I was rereading Nora Ephron recently, her essay on the stages of parenting. I was thinking, during my misplaced panic about shielding my children from drugs and despair, how she says it all eventually comes to an end. Children and loved ones move on, have lives of their own. And you find you are suddenly done with the job. Will they make good choices? Will all of the efforts and anxiety and attention and love be a hedge against disaster? No one can say. All kinds of things—wonderful and awful—happen to all kinds of people. At a certain point, you let go of the controls. You’re just…done.

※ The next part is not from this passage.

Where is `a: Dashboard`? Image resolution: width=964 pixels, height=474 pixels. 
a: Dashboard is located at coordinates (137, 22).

“Except for the worrying,” she writes. “The worrying is forever.” How true. How frightening. See? I’m doing it again. No matter what, there is always so much to worry about. I’ll bet that Philip Seymour Hoffman’s mother, of whom I know nothing about, would completely agree.

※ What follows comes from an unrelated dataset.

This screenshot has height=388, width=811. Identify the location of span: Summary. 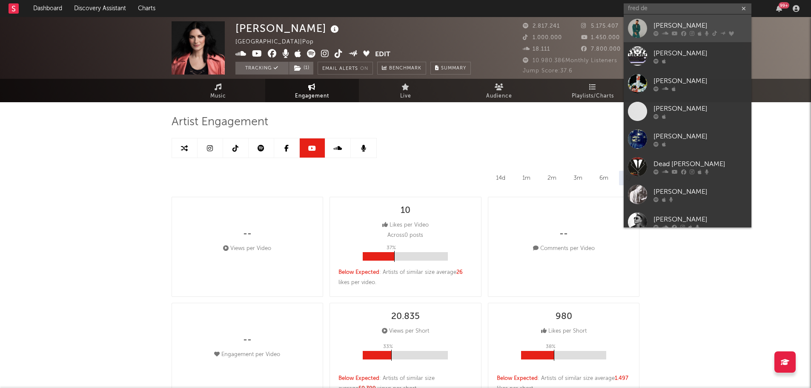
(454, 68).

Renee Dale is a writer living in (where else?) Brooklyn. She and her fiancé and their four kids live in a narrow, tilting “house” in Cobble Hill. Or is it Carroll Gardens? When Renee isn’t writing, she’s engaged in various museum and natural history pursuits and can often be found lurking the Hall of African Mammals. In this column, she will bring her anthropological talents to bear, covering everything from parenting to local news to whatever else bursts forth in our Brooklyn life and times.  

Read Renee’s other columns:

Brady Bunch Brooklyn: Renee’s Very Modern Family

http://southbrooklynpost.com/2013/10/renee-dale/

The Awkward Stew: You and Your Sitter at 1 a.m.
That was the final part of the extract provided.